Twenty-four people put their names forward but 17 failed to collect enough sponsors.

One, left-wing national executive member Gérard Filoche, says he will challenge his exclusion.

The seven candidates L-R top: Jean-Luch Bennahmias, Benoit Hamon, Arnaud Montebourg, L-R bottom: Vincent Peillon, Sylvia Pinel, Francois de Rugy, Manuel Valls
The seven candidates L-R top: Jean-Luch Bennahmias, Benoit Hamon, Arnaud Montebourg, L-R bottom: Vincent Peillon, Sylvia Pinel, Francois de Rugy, Manuel Valls Reuters/Staff

The seven who have made it through are:

  • Manuel Valls, 54, resigned as prime minister to stand; on the right of the party, he will defend the government's record but also hopes to win over some of its critics, hence his surprise promise this week to scrap article 49-3 of the constitution, a measure allowing governments to pass legislation without parliamentary approval that his government used six times;

  • Arnaud Montebourg, 54, resigned as economy minister in protest at austerity policies, advocates a "great alternative project for France" and claims he can rally all wings of the party;

  • Benoît Hamon, 49, leading left-wing rebel who resigned as education minister in protest at austerity policies; doing well in the polls, he hopes to come from behind to victory as François Fillon did in the right-wing primary;

  • Vincent Peillon, 56, former education minister who has been off the political scene for the last two years and surprised everyone with his candidacy; says he stands for "political ethics" and the defence of the government's record;

  • Jean-Luc Bennahmias, 62, the leader of the Democratic Front and the Union of Democrats and Ecologists, ex-national secretary of the Green party EELV, which he left because he found it had turned ultra-left, and ex-vice-president of the liberal Modem;

  • François Rugy, 43, vice-president of the National Assembly, left the EELV at the same time as Bennahmias and for the same reason, represents his Ecologist Party in the race;

  • Sylvia Pinel, 39, the only woman, former housing minister and president of the small, centrist Left Radical Party.

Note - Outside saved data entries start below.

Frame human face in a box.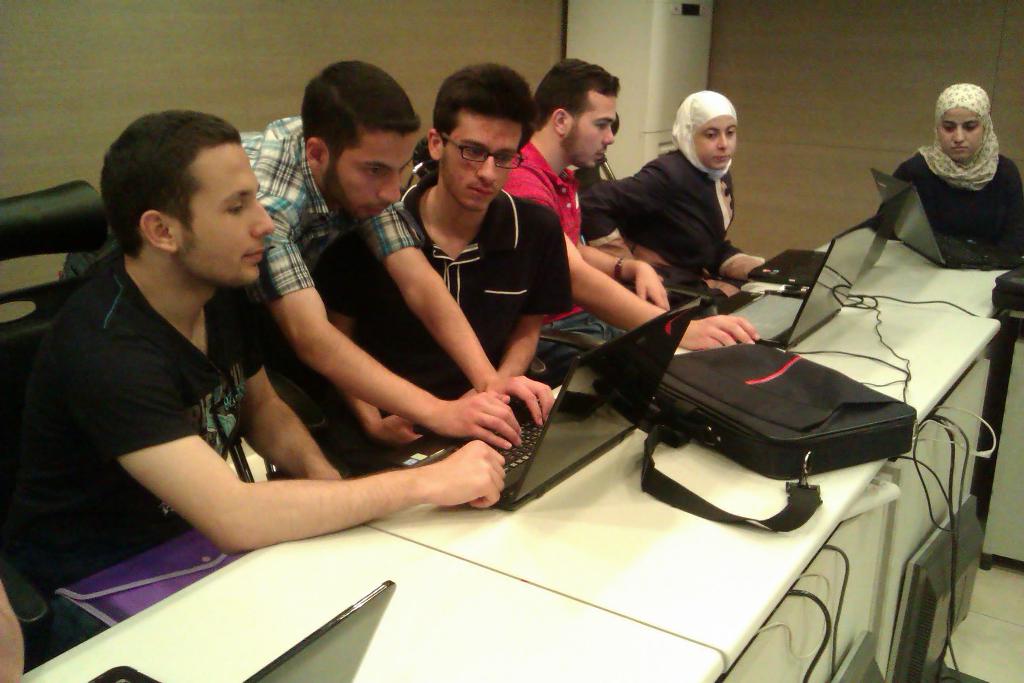
[323,131,415,218].
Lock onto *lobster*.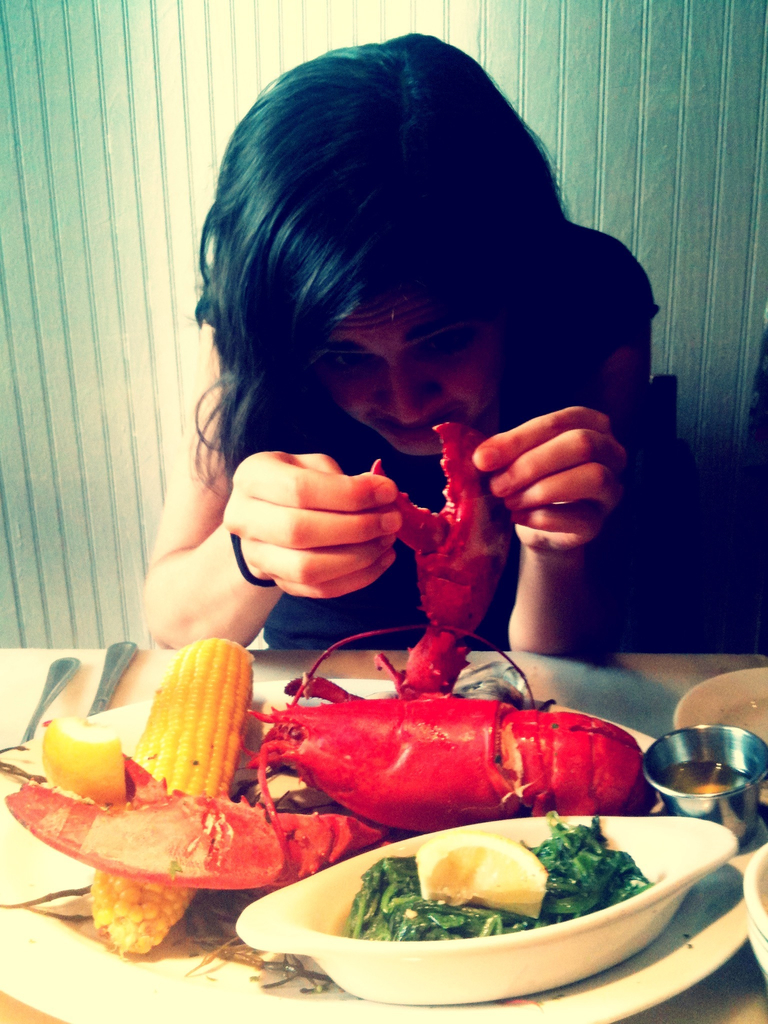
Locked: 228,420,650,840.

Three television debates will be broadcast before the primary vote on 22 and 29 January.

Organisers are expecting a lower turnout than in 2011, when 2.7 million took part, although more than four million voted in the mainstream right primary last month.

The winner will have an uphill task to be elected president with none of the candidates doing better than Fillon and the far right's Marine Le Pen in opinion polls at the moment.

They will face competition for centre and left-wing votes from former economy minister Emmanuel Macron, hard-left candidate Jean-Luc Mélenchon and two Trotskyists, Nathalie Arnaud and Philippe Poitou.